Algospeak, Hiding in the Open: The Trade-off Between Legible Meaning and Detection Avoidance
Jan Fillies, Ronald E. Robertson, Jeffrey Hancock
TLDR
This paper explores Algospeak's trade-off between evading detection and maintaining understandability, introducing a framework and dataset to quantify this dynamic.
Key contributions
- Formalizes Algospeak dynamics, showing increased Algospeak decreases detectability and understandability.
- Introduces Majority Understandable Modulation (MUM) to define the point of comprehension loss.
- Presents a framework and dataset (700 items) for generating and studying Algospeak variants.

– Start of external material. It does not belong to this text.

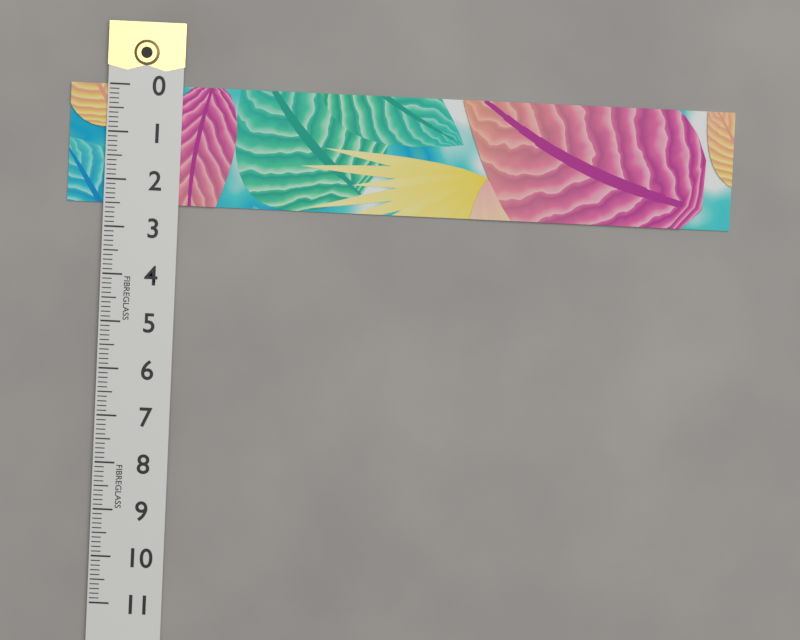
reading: 2.5 (no unit)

- Empirically evaluates 7 LLMs on Algospeak interpretation and disinformation detection.
Why it matters
This research is crucial for understanding Algospeak's evolving dynamics, particularly as LLMs become central to content generation and moderation. It offers a foundational framework, dataset, and experimental setup to analyze the trade-off between evasion and legibility, aiding in the development of more effective detection strategies.
Original Abstract
As large language models (LLMs) increasingly mediate both content generation and moderation, linguistic evasion strategies known as Algospeak have intensified the coevolution between evaders and detectors. This research formalizes the underlying dynamics grounded in a joint action model: when Algospeak increases, detectability and understandability decrease. Further, the concept of Majority Understandable Modulation (MUM) is introduced and defined as the modulation level at which additional evasive alteration increases detector evasion but loses comprehension for the majority of recipients. To empirically probe this trade-off, we introduce a reproducible framework that can be used to create meaning-preserving, Algospeak-style variants, based on an existing taxonomy and with tunable modulation levels. Using COVID-19 disinformation as a first proof-by-example setting, we construct a reference dataset of 700 modulated items, drawn from twenty base sentences across five modulation levels and seven strategies. We then run two linked evaluations with seven different language models: one testing for interpretation through meaning recovery and one for disinformation detection through classification. Curve fitting over modulation levels yields an estimate of the Majority Understandable Modulation threshold and enables sensitivity analyses across strategies and models, see Figure 1. Results reveal the characteristic relationships between understandability and modulation. This study lays the groundwork for understanding the dynamics behind Algospeak and provides the framework, dataset, and experimental setups described.